INVESTIGADORES
PERUZZOTTI Carlos Enrique
congresos y reuniones científicas
Título:
Social Accountability Revisited
Autor/es:
ENRIQUE PERUZZOTTI
Lugar:
Kyoto
Reunión:
Conferencia; International Symposium on Latin American Politics and Society; 2017
Resumen:
Accountability ?a concept that until the return to democracy had been foreign to the political vocabulary of Latin America? became the buzzword of democratization studies, generating a vast quantity of studies that called attention on the alleged accountability deficits of the newly institutionalized democracies. Accountability deficits were considered a main impediment to the full institutionalization of liberal democracy and consequently there were many calls for addressing them as the way to democratic betterment. This paper revisits accountability debates in Latin America by focusing of the developments of one specific dimension of the concept: vertical social accountability. The argument that guides the analysis is that the original emphasis on accountability deficits have shifted from a liberal conception of accountability as limited government to a democratic concern about governmental responsiveness.
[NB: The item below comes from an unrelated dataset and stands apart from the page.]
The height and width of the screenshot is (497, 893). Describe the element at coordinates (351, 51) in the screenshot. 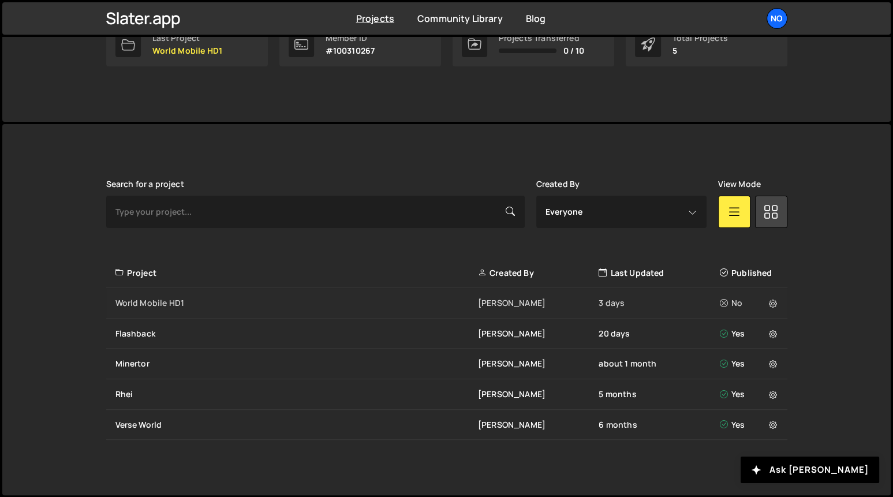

Such developments pose important challenges to the conceptualization of the original conceptualization of accountability in general as well as for the most specific notion of social accountability. The article seeks to describe those developments and proposes a revision of the initial formulation of the social accountability argument and of the broader concept of delegative democracy in which the former had been situated.The article divides into three sections. Section 1 presents the initial accountability framework that inspired the debate on delegative democracy, deficits of horizontal accountability. Section 2 focuses on the original formulation of the social accountability argument. Section 3 revisits the social accountability argument in light of ulterior developments in that area. Section 4 returns to the broader debate on accountability arguing for the need to shift from the narrow understanding of accountability as limited government to a properly democratic notion of the term, which without relinquishing the former´s concern for governmental controls, emphasizes the relevance of structures of political mediation in producing governmental responsiveness.